ANKARA - Anatolia News Agency
A novel by Orhan Kemal, one of the masters of Turkish
literature, has been translated into Chinese and published
in China. “Bereketli Topraklar Üzerinde” (On Fertile Lands)
has been translated into Chinese by Yongmin Xia.
Although the novel was published only recently, it has
received good reactions from Chinese readers, Kemal’s son,
Işık Öğütçü, told Anatolia News Agency.
Of the nine books published so far as part of the TEDA
project, which aims to promote Turkish literature abroad,
four are Kemal’s. “He is the flagship of Turkish literature,
he makes the way. Other Turkish books will also be read in
the countries where Orhan Kemal’s books are read. These
books are our cultural ambassadors,” Öğütçü said.
“On Fertile Lands” is one of his father’s best-known and
most-read novels, Öğütçü said. “Kemal tells the stories of
ordinary people, and people like these live all around the
world. That is why books featuring ordinary people will
receive interest everywhere. Their happiness, unhappiness,
daily problems, economic problems, efforts to have a better
life, and dreams… They will be loved in China, because they
speak to a wide mass of people.”
Kemal’s novels adapted for the screen
Kemal was one of the first authors to write about the
working class, the alienation of immigrants in big cities,
mass urbanization and the changing social structure of Turkeyafter
World War II, according to Hürriyet Daily News’s Emrah
Güler. He shed a realist light on and took a brutal look at
poor people living with dignity. Kemal’s stories, novels and
plays also lent a voice to working-class women for perhaps
the first time in modern Turkish literature.
His trilogy of novels “Vukuat Var,” “Hanımın Çiftliği”
(Lady’s Farm) and “Kaçak” (Fugitive), written between 1958
and 1970, were among the first pieces of Turkish literature
to capture the attention of television producers in the
recent Turkish TV series boom. In 2009, the trilogy was
adapted into a popular series that took the
audience-friendly title of the second book, “Lady’s Farm.”
Starring acclaimed actors Özgü Namal and Mehmet Aslantuğ,
the series ran for two seasons, changing the events of the
original books somewhat as it went along.
Now, two more of Kemal’s novels, “Kötü Yol” (Going Astray)
and “Evlerden Biri” (One of the Houses), have also been
turned into TV series. Both are set in the 1960s, and both
are similar in subject and tone, dealing mainly with
problems stemming from migration to Istanbul.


#### Problem:
Once the pictures are set aside, transcribe each line of the data exactly.
····················
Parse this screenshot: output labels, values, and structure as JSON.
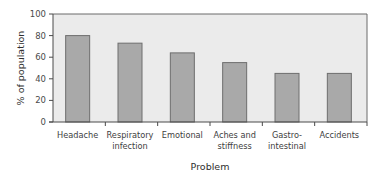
{
  "chart_data": {
    "type": "bar",
    "title": "",
    "xlabel": "Problem",
    "ylabel": "% of population",
    "ylim": [
      0,
      100
    ],
    "yticks": [
      0,
      20,
      40,
      60,
      80,
      100
    ],
    "grid": false,
    "legend": null,
    "categories": [
      [
        "Headache"
      ],
      [
        "Respiratory",
        "infection"
      ],
      [
        "Emotional"
      ],
      [
        "Aches and",
        "stiffness"
      ],
      [
        "Gastro-",
        "intestinal"
      ],
      [
        "Accidents"
      ]
    ],
    "category_names": [
      "Headache",
      "Respiratory infection",
      "Emotional",
      "Aches and stiffness",
      "Gastro-intestinal",
      "Accidents"
    ],
    "values": [
      80,
      73,
      64,
      55,
      45,
      45
    ]
  },
  "colors": {
    "bar_fill": "#a9a9a9",
    "bar_stroke": "#6e6e6e",
    "plot_background": "#ebebeb",
    "axis": "#4a4a4a"
  }
}
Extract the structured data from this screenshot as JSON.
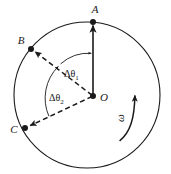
{
  "figure": {
    "background_color": "#ffffff",
    "ink_color": "#1a1a1a",
    "disk": {
      "label": "disk-outline",
      "center_x": 87,
      "center_y": 95,
      "radius": 73
    },
    "points": [
      {
        "id": "A",
        "label": "A",
        "x": 93,
        "y": 22,
        "label_x": 95,
        "label_y": 13,
        "label_anchor": "middle"
      },
      {
        "id": "B",
        "label": "B",
        "x": 31,
        "y": 49,
        "label_x": 21,
        "label_y": 44,
        "label_anchor": "middle"
      },
      {
        "id": "C",
        "label": "C",
        "x": 25,
        "y": 128,
        "label_x": 14,
        "label_y": 133,
        "label_anchor": "middle"
      },
      {
        "id": "O",
        "label": "O",
        "x": 93,
        "y": 96,
        "label_x": 100,
        "label_y": 101,
        "label_anchor": "start"
      }
    ],
    "radii": [
      {
        "id": "OA",
        "style": "solid",
        "from": "O",
        "to": "A",
        "arrowhead": "at-rim"
      },
      {
        "id": "OB",
        "style": "dashed",
        "from": "O",
        "to": "B",
        "arrowhead": "at-rim"
      },
      {
        "id": "OC",
        "style": "dashed",
        "from": "O",
        "to": "C",
        "arrowhead": "at-rim"
      }
    ],
    "angles": [
      {
        "id": "delta-theta-1",
        "symbol": "Δθ",
        "subscript": "1",
        "between": [
          "OB",
          "OA"
        ],
        "label_x": 64,
        "label_y": 77,
        "arc_radius": 42,
        "arrowhead": "at-OA-end"
      },
      {
        "id": "delta-theta-2",
        "symbol": "Δθ",
        "subscript": "2",
        "between": [
          "OC",
          "OB"
        ],
        "label_x": 49,
        "label_y": 101,
        "arc_radius": 45,
        "arrowhead": "at-OB-end"
      }
    ],
    "rotation": {
      "id": "angular-velocity",
      "symbol": "ω",
      "label_x": 124,
      "label_y": 118,
      "label_rotation_deg": -90,
      "direction": "counterclockwise",
      "arrow_arc": "inside-right-rim-pointing-up"
    }
  }
}
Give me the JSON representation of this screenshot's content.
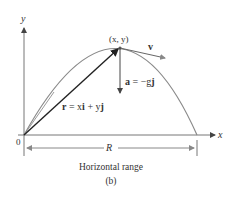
{
  "figure": {
    "axes": {
      "x_label": "x",
      "y_label": "y",
      "origin_label": "0"
    },
    "point_label": "(x, y)",
    "velocity_label": "v",
    "acceleration_label": {
      "a": "a",
      "eq": " = −g",
      "j": "j"
    },
    "position_label": {
      "r": "r",
      "eq1": " = x",
      "i": "i",
      "plus": " + y",
      "j": "j"
    },
    "range_label": "R",
    "caption": "Horizontal range",
    "subcaption": "(b)",
    "colors": {
      "axis": "#777777",
      "trajectory": "#8a8a8a",
      "vector": "#222222"
    }
  }
}
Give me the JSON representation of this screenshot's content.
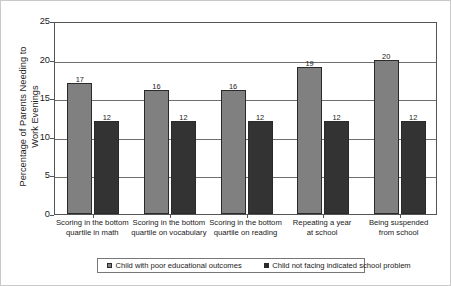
{
  "chart_data": {
    "type": "bar",
    "title": "",
    "subtitle": "",
    "xlabel": "",
    "ylabel": "Percentage of Parents Needing to Work Evenings",
    "ylabel_line1": "Percentage of Parents Needing to",
    "ylabel_line2": "Work Evenings",
    "ylim": [
      0,
      25
    ],
    "ytick_labels": [
      "0",
      "5",
      "10",
      "15",
      "20",
      "25"
    ],
    "ytick_values": [
      0,
      5,
      10,
      15,
      20,
      25
    ],
    "grid": true,
    "grid_axis": "y",
    "legend_position": "bottom",
    "categories": [
      "Scoring in the bottom quartile in math",
      "Scoring in the bottom quartile on vocabulary",
      "Scoring in the bottom quartile on reading",
      "Repeating a year at school",
      "Being suspended from school"
    ],
    "category_lines": [
      [
        "Scoring in the bottom",
        "quartile in math"
      ],
      [
        "Scoring in the bottom",
        "quartile on vocabulary"
      ],
      [
        "Scoring in the bottom",
        "quartile on reading"
      ],
      [
        "Repeating a year",
        "at school"
      ],
      [
        "Being suspended",
        "from school"
      ]
    ],
    "series": [
      {
        "name": "Child with poor educational outcomes",
        "color": "#808080",
        "values": [
          17,
          16,
          16,
          19,
          20
        ],
        "labels": [
          "17",
          "16",
          "16",
          "19",
          "20"
        ]
      },
      {
        "name": "Child not facing indicated school problem",
        "color": "#333333",
        "values": [
          12,
          12,
          12,
          12,
          12
        ],
        "labels": [
          "12",
          "12",
          "12",
          "12",
          "12"
        ]
      }
    ]
  },
  "legend": {
    "entries": [
      {
        "label": "Child with poor educational outcomes"
      },
      {
        "label": "Child not facing indicated school problem"
      }
    ]
  }
}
····················
#### Task response:
Parse this screenshot: output labels, values, and structure as JSON.
{
  "chart_data": {
    "type": "bar",
    "title": "",
    "xlabel": "Problem",
    "ylabel": "% of population",
    "ylim": [
      0,
      100
    ],
    "yticks": [
      0,
      20,
      40,
      60,
      80,
      100
    ],
    "grid": false,
    "legend": null,
    "categories": [
      [
        "Headache"
      ],
      [
        "Respiratory",
        "infection"
      ],
      [
        "Emotional"
      ],
      [
        "Aches and",
        "stiffness"
      ],
      [
        "Gastro-",
        "intestinal"
      ],
      [
        "Accidents"
      ]
    ],
    "category_names": [
      "Headache",
      "Respiratory infection",
      "Emotional",
      "Aches and stiffness",
      "Gastro-intestinal",
      "Accidents"
    ],
    "values": [
      80,
      73,
      64,
      55,
      45,
      45
    ]
  },
  "colors": {
    "bar_fill": "#a9a9a9",
    "bar_stroke": "#6e6e6e",
    "plot_background": "#ebebeb",
    "axis": "#4a4a4a"
  }
}
Extract the structured data from this screenshot as JSON.
{
  "figure": {
    "background_color": "#ffffff",
    "ink_color": "#1a1a1a",
    "disk": {
      "label": "disk-outline",
      "center_x": 87,
      "center_y": 95,
      "radius": 73
    },
    "points": [
      {
        "id": "A",
        "label": "A",
        "x": 93,
        "y": 22,
        "label_x": 95,
        "label_y": 13,
        "label_anchor": "middle"
      },
      {
        "id": "B",
        "label": "B",
        "x": 31,
        "y": 49,
        "label_x": 21,
        "label_y": 44,
        "label_anchor": "middle"
      },
      {
        "id": "C",
        "label": "C",
        "x": 25,
        "y": 128,
        "label_x": 14,
        "label_y": 133,
        "label_anchor": "middle"
      },
      {
        "id": "O",
        "label": "O",
        "x": 93,
        "y": 96,
        "label_x": 100,
        "label_y": 101,
        "label_anchor": "start"
      }
    ],
    "radii": [
      {
        "id": "OA",
        "style": "solid",
        "from": "O",
        "to": "A",
        "arrowhead": "at-rim"
      },
      {
        "id": "OB",
        "style": "dashed",
        "from": "O",
        "to": "B",
        "arrowhead": "at-rim"
      },
      {
        "id": "OC",
        "style": "dashed",
        "from": "O",
        "to": "C",
        "arrowhead": "at-rim"
      }
    ],
    "angles": [
      {
        "id": "delta-theta-1",
        "symbol": "Δθ",
        "subscript": "1",
        "between": [
          "OB",
          "OA"
        ],
        "label_x": 64,
        "label_y": 77,
        "arc_radius": 42,
        "arrowhead": "at-OA-end"
      },
      {
        "id": "delta-theta-2",
        "symbol": "Δθ",
        "subscript": "2",
        "between": [
          "OC",
          "OB"
        ],
        "label_x": 49,
        "label_y": 101,
        "arc_radius": 45,
        "arrowhead": "at-OB-end"
      }
    ],
    "rotation": {
      "id": "angular-velocity",
      "symbol": "ω",
      "label_x": 124,
      "label_y": 118,
      "label_rotation_deg": -90,
      "direction": "counterclockwise",
      "arrow_arc": "inside-right-rim-pointing-up"
    }
  }
}
Give me the JSON representation of this screenshot's content.
{
  "figure": {
    "axes": {
      "x_label": "x",
      "y_label": "y",
      "origin_label": "0"
    },
    "point_label": "(x, y)",
    "velocity_label": "v",
    "acceleration_label": {
      "a": "a",
      "eq": " = −g",
      "j": "j"
    },
    "position_label": {
      "r": "r",
      "eq1": " = x",
      "i": "i",
      "plus": " + y",
      "j": "j"
    },
    "range_label": "R",
    "caption": "Horizontal range",
    "subcaption": "(b)",
    "colors": {
      "axis": "#777777",
      "trajectory": "#8a8a8a",
      "vector": "#222222"
    }
  }
}
Give me the JSON representation of this screenshot's content.
{
  "chart_data": {
    "type": "bar",
    "title": "",
    "subtitle": "",
    "xlabel": "",
    "ylabel": "Percentage of Parents Needing to Work Evenings",
    "ylabel_line1": "Percentage of Parents Needing to",
    "ylabel_line2": "Work Evenings",
    "ylim": [
      0,
      25
    ],
    "ytick_labels": [
      "0",
      "5",
      "10",
      "15",
      "20",
      "25"
    ],
    "ytick_values": [
      0,
      5,
      10,
      15,
      20,
      25
    ],
    "grid": true,
    "grid_axis": "y",
    "legend_position": "bottom",
    "categories": [
      "Scoring in the bottom quartile in math",
      "Scoring in the bottom quartile on vocabulary",
      "Scoring in the bottom quartile on reading",
      "Repeating a year at school",
      "Being suspended from school"
    ],
    "category_lines": [
      [
        "Scoring in the bottom",
        "quartile in math"
      ],
      [
        "Scoring in the bottom",
        "quartile on vocabulary"
      ],
      [
        "Scoring in the bottom",
        "quartile on reading"
      ],
      [
        "Repeating a year",
        "at school"
      ],
      [
        "Being suspended",
        "from school"
      ]
    ],
    "series": [
      {
        "name": "Child with poor educational outcomes",
        "color": "#808080",
        "values": [
          17,
          16,
          16,
          19,
          20
        ],
        "labels": [
          "17",
          "16",
          "16",
          "19",
          "20"
        ]
      },
      {
        "name": "Child not facing indicated school problem",
        "color": "#333333",
        "values": [
          12,
          12,
          12,
          12,
          12
        ],
        "labels": [
          "12",
          "12",
          "12",
          "12",
          "12"
        ]
      }
    ]
  },
  "legend": {
    "entries": [
      {
        "label": "Child with poor educational outcomes"
      },
      {
        "label": "Child not facing indicated school problem"
      }
    ]
  }
}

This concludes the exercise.